Wednesday, May 15, 2013

NOBEL LECTURE by Mother Teresa: An Analysis

The Writer :

   Mother Teresa's early name was Agnes Gonxha Bojaxhiu and she was born on 26 August, 1910 in Skopje, Yugoslavia. She was the youngest child of her Albanian family. Her mother raised her as a Roman Catholic. She was fascinated by stories of missionaries. At the age of twelve, she was convinced that she should commit herself to a religious life as a missionary.

    She left her home at the age of 18 to join the Sisters of Loreto. After learning to speak English in Ireland, she started for India. She began her training to be a nun in Darjeeling under Sister Murphy. She also learnt Bengali and Hindi there. After completing her training, she took her first religious vows as a nun on May 24, 1931 and chose the name Teresa. She joined Loreto Convent at Entally in Kolkata to teach children. But her heart cried seeing the pathetic condition of the poor dwellers of a slum opposite to the convent.

    She decided to leave the Convent on 10 September, 1946 to work wholeheartedly for the poor. She got a medical training from Patna to be a nurse. Then she started to serve the poor and the distressed in Kolkata. People liked her work and helped her.

    She received permission from the Vatican on October 7, 1950 to start her own charitable organisation, "The Missionaries of Charity". Its aim was to work for "the hungry, the naked, the homeless, the crippled, the blind, the lepers." She opened shelters, homes, orphanages and leper houses all over the world with the help of charitable funding.

    She sacrificed her life for the betterment of the poor and she was satisfied in doing so. She passed away on September 5, 1997 but will be remembered all over the world for her work for the sick, the poor, the orphans and the destitute. She was beatified in Vatican by Pope John Paul II on 19 October, 2003.

The Lecture :

    As mentioned above, Mother Teresa was awarded the Nobel Peace Prize in 1979 for her work undertaken in the struggle to overcome poverty and distress. During her gripping prize acceptance speech on December 11, 1979 in Oslo, Norway, she motivated her audience to spread peace and love by sharing with one another and putting one's ideas into action. She said, " You must come to know the poor, may be our people here have material things, everything, but I think that if we all look into our own homes, how difficult we find it sometimes to smile at each other, but that smile is the beginning of love ...and so let us always meet each other with a smile."

    When she received the prize she was asked, "What can we do to promote world peace ?" She replied, " Go home and love your family." In her lecture she said, "Around the world, not only in the poor countries, but I found the poverty of the West so much more difficult to remove. When I pick up a person from the street, hungry, I give him a plate of rice, a piece of bread. I have removed the hunger. But a person that is shut out, that feels unwanted, unloved, terrified, the person that has been thrown out from society -- that poverty is so hurtable and so much, and I find that very difficult." She also mentioned abortion as "the greatest destroyer of peace in the world."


> WORK TO COMPLETE:
Beginning with the line that contains "What elements are" and ending with the line that contains "I need the location", reproduce the lines of the entries below exactly, omitting pictures.
* * * * * * *
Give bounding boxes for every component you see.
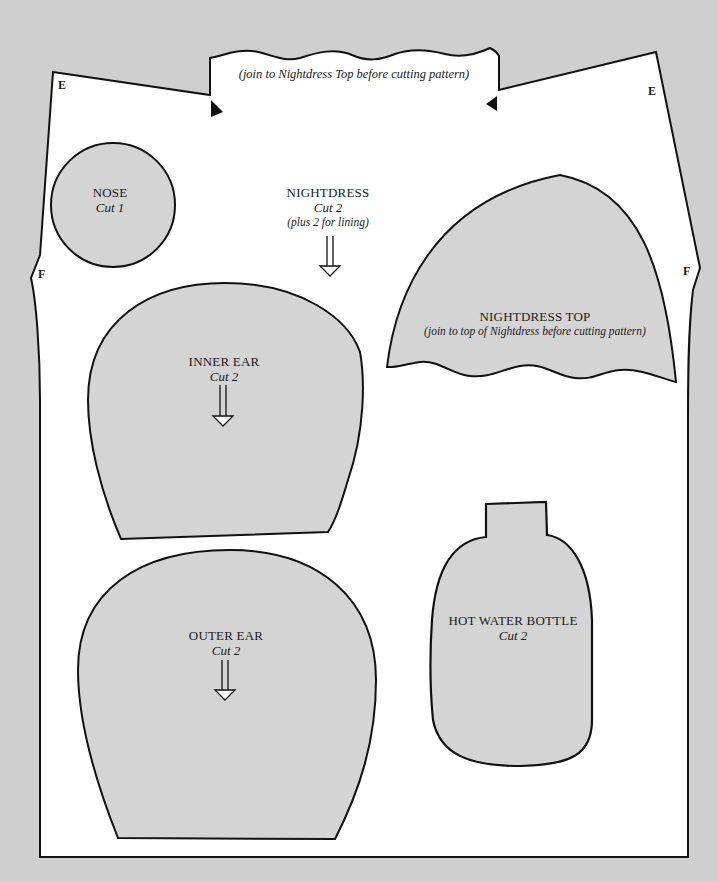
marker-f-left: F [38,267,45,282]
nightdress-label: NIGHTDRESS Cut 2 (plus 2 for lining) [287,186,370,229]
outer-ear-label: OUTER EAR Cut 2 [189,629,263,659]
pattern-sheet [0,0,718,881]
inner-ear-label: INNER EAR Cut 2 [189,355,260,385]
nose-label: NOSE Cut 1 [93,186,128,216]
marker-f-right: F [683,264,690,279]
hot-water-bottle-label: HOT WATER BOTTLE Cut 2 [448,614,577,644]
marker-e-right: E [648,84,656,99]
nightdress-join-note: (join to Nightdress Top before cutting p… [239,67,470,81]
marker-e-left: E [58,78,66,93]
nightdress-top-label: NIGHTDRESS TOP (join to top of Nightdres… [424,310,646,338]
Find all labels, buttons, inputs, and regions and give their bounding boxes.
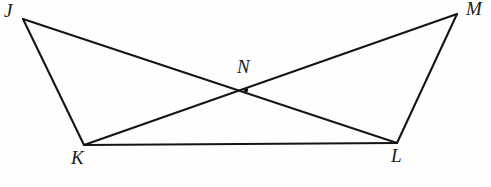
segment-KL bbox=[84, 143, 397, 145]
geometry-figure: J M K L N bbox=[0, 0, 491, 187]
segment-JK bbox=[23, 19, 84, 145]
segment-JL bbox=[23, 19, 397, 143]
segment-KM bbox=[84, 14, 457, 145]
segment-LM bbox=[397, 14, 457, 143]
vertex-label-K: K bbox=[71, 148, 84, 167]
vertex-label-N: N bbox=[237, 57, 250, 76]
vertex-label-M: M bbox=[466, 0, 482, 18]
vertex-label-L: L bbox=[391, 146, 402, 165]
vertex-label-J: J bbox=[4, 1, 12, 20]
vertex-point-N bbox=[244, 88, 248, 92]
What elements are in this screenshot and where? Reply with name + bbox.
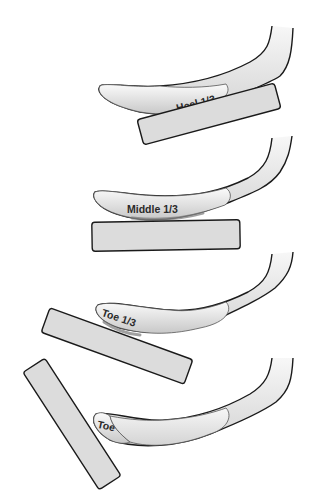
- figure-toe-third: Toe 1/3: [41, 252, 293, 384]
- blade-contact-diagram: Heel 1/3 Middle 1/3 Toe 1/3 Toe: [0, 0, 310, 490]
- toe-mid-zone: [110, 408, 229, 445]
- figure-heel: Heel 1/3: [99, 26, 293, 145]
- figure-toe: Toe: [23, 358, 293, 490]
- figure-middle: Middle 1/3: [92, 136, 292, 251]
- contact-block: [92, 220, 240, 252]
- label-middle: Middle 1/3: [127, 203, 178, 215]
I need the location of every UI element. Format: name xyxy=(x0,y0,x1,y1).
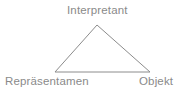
* * * * * * *
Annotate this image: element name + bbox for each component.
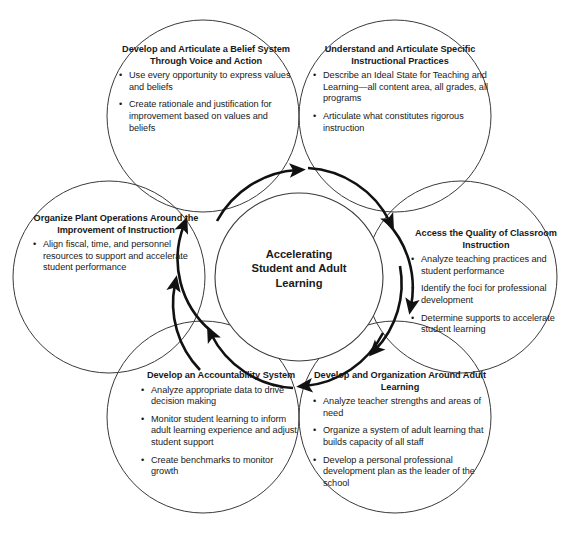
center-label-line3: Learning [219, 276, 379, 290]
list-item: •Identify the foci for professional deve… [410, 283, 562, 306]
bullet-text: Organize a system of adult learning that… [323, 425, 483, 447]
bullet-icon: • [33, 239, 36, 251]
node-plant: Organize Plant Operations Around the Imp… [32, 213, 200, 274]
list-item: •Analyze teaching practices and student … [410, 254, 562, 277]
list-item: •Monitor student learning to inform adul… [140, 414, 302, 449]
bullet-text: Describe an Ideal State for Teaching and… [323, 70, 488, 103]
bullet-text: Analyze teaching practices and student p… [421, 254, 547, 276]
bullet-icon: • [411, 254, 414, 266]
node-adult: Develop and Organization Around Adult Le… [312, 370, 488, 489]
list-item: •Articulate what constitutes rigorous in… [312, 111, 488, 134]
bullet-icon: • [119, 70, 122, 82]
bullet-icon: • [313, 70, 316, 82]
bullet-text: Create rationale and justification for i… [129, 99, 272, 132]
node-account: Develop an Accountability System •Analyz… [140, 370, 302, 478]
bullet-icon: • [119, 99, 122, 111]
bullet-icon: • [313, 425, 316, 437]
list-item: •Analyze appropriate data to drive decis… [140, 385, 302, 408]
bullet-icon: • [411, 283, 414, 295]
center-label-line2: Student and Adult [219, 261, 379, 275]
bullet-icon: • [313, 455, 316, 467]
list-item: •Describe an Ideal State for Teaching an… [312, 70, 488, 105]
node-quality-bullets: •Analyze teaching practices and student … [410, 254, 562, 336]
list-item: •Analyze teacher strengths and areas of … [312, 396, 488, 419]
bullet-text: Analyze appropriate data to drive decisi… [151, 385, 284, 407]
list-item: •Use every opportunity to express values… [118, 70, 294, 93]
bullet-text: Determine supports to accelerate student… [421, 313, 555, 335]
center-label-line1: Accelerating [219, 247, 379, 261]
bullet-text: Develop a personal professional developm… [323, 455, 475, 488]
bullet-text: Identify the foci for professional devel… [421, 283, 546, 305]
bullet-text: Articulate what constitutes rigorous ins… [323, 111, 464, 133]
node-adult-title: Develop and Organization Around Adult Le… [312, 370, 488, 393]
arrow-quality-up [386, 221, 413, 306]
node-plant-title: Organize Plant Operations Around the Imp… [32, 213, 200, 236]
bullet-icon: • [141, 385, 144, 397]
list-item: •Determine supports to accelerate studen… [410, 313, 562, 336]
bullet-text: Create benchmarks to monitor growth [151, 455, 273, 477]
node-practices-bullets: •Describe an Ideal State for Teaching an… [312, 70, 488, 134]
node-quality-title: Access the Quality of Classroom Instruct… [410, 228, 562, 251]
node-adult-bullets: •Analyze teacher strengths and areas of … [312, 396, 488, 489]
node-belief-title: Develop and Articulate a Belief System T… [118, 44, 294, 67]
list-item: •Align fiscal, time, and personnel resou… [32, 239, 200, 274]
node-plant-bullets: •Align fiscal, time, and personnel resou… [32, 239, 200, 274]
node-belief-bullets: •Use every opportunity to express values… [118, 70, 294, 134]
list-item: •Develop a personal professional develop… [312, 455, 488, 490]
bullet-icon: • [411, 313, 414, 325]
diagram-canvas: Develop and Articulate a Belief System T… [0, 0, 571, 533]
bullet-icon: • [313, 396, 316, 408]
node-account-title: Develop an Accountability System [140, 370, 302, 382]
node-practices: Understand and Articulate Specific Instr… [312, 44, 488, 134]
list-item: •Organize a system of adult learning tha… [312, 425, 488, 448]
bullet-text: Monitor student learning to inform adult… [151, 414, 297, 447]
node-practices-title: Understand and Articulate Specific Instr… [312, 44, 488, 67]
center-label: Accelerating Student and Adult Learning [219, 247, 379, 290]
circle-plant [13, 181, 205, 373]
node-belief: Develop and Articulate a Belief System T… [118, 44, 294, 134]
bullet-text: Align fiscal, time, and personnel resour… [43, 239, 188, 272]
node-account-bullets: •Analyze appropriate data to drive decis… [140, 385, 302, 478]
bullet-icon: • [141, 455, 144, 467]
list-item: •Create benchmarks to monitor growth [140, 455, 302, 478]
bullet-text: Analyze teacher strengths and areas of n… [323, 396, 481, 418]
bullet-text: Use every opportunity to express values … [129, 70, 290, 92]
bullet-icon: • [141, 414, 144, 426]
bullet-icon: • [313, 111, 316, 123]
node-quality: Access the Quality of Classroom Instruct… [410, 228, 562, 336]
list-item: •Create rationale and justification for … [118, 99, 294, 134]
* * * * * * *
> EXERCISE RESULT:
What elements are in this screenshot and where? Reply with name + bbox.
- figure-toe-third: Toe 1/3: [41, 252, 293, 384]
- blade-contact-diagram: Heel 1/3 Middle 1/3 Toe 1/3 Toe: [0, 0, 310, 490]
- toe-mid-zone: [110, 408, 229, 445]
- figure-heel: Heel 1/3: [99, 26, 293, 145]
- figure-toe: Toe: [23, 358, 293, 490]
- figure-middle: Middle 1/3: [92, 136, 292, 251]
- contact-block: [92, 220, 240, 252]
- label-middle: Middle 1/3: [127, 203, 178, 215]
I need the location of every UI element. Format: name xyxy=(x0,y0,x1,y1).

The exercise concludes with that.